The DC-8’s pilot, Capt. S.R. Whipple, told airport manager Meyer the plane broke from cloud cover and the runway was directly in front of him. The Portland tower having cleared him for landing, he just lined up and landed on it, only realizing it was the wrong airport after it was too late to abort.

Capt. Whipple, not surprisingly, hastened to catch the first flight back to Chicago and arranged to keep himself unavailable for questioning when the newspapers started to call.

Meanwhile, United Air Lines had a bit of a problem. Landing a DC-8 on a 4,600-foot airstrip had been barely do-able. What were the chances they’d be able to take off again?

Pretty good, they figured; but they sent a ringer in to do the job. Bartlett Stephens, a pilot from Seattle, arrived later in the morning to take it on. In the meantime, the big jet was pumped almost dry of fuel — after all, it only had to fly 10 miles — and everything that could be removed without unbolting stuff was hauled off the airplane. The newspapers do not specify whether they removed any seats, but there were rumors that this was done as well. A fence was removed at one end, and the grass burned to extend the runway as much as possible. The plane was positioned as far back on the east end of the runway as possible, its huge tail hanging out over the middle of Graham Road. Nervous families living in houses under the plane’s anticipated takeoff path called their insurance agents to make sure they were covered and hurried to find someplace else to be when the big jet made its attempt to get off the ground.

An aerial view of Portland International Airport. (Image: Max Schwarz)

Soon, all was in readiness, and at 12:15 Stephens gave the big jet full power and it started rolling forward over the charred grass. All the preparation paid off, as the big jet rotated a little over halfway down the tiny runway and climbed rapidly and uneventfully into the sky. A few minutes later it was touching down at PDX, where it belonged.

So … what happened?

Since no one was hurt and several people were severely embarrassed, details were kept close to the vest. A follow-up article in the Oregonian quoted a United Air Lines spokesman saying the company was conducting an investigation and “might” hold a hearing later on. The article added that Capt. Whipple had been grounded pending the investigation.

A few days later, the Federal Aviation Administration pulled Whipple’s ticket for a 30-day suspension, and suspended his co-pilot for two weeks. How this embarrassing mistake affected the two pilots’ employment prospects at United Air Lines was never disclosed; but it’s likely both survived the episode with their jobs intact. Whipple was a senior pilot, meaning he’d been flying for United for more than 25 years, and was highly respected by his fellow pilots there.

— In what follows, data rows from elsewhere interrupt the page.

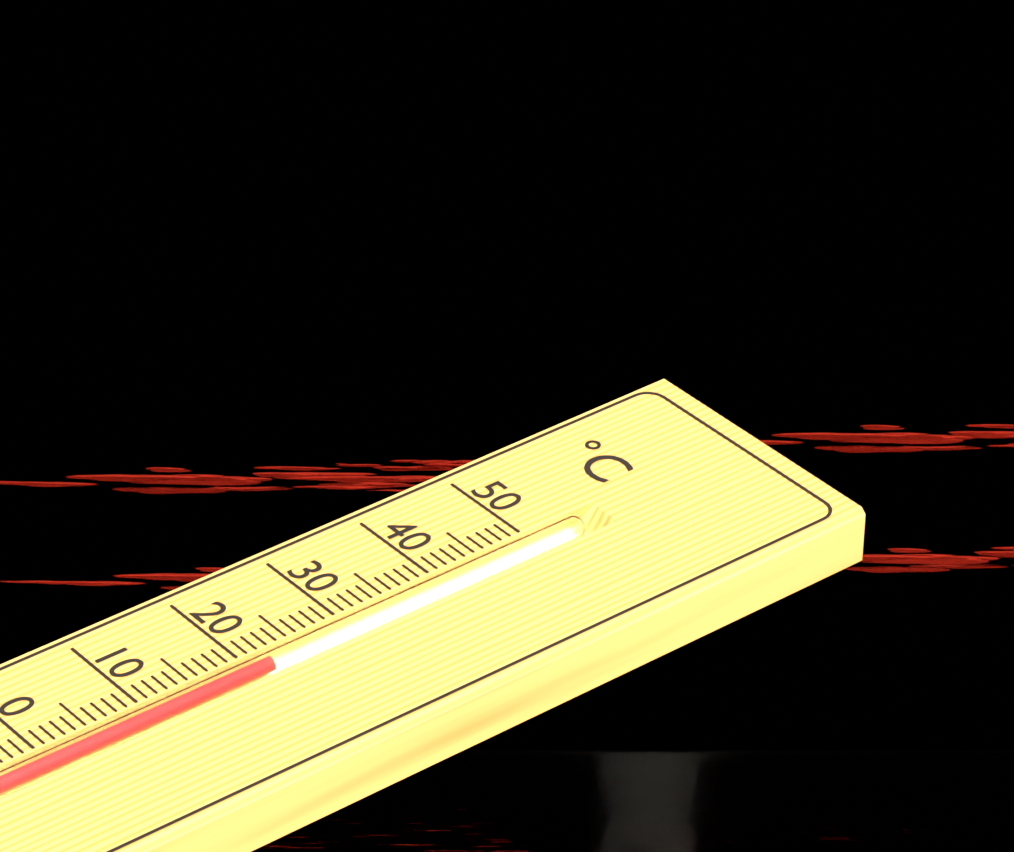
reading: 22 °C
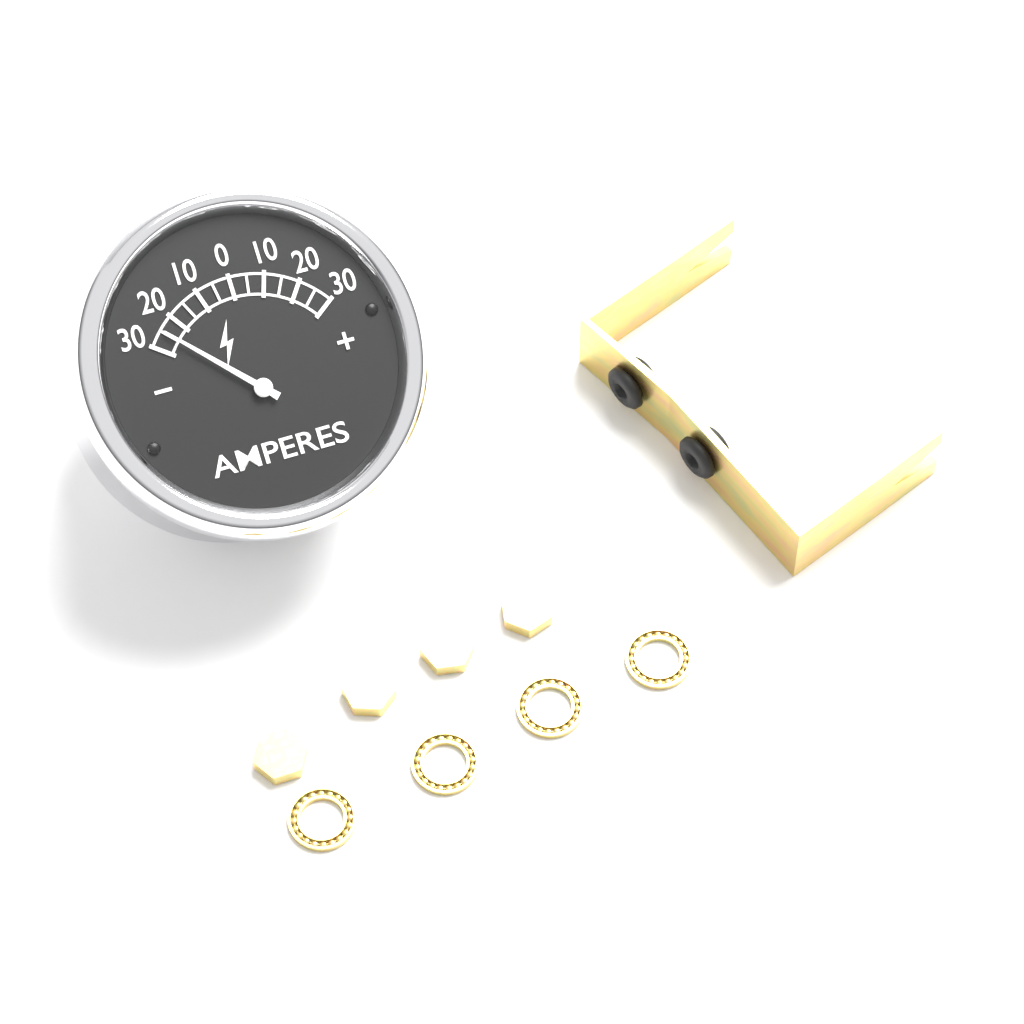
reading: -25 A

But, at the very least, those fellow pilots must have enjoyed having something this juicy to razz him about at future company events.


(Sources: Portland Morning Oregonian: 13 Aug, 16 Aug, and 19 Aug 1962; Madeira Daily Tribune (Madeira, Calif.), 13 Aug 1962; correspondence with Stan Biles of Blue River, Ore.)

TAGS: #EVENT #MultnomahCounty #Troutdale #JumboJet #DC8 #UnitedAirLines #Oops #PlaneCrash #LuckyBreak #PDX #Bonehead

 

Background photo of Crater Lake in wintertime as seen from the rim was made by WolfmanSF in 2012. (Via WikiMedia Commons, cc/by/SA)
Scroll sideways to move the article aside for a better view.

 

Looking for more?

On our Sortable Master Directory you can search by keywords, locations, or historical timeframes. Hover your mouse over the headlines to read the first few paragraphs (or a summary of the story) in a pop-up box.

... or ...

Home

Listeners

 

Listen to the Offbeat Oregon History show on Stitcher Internet Radio.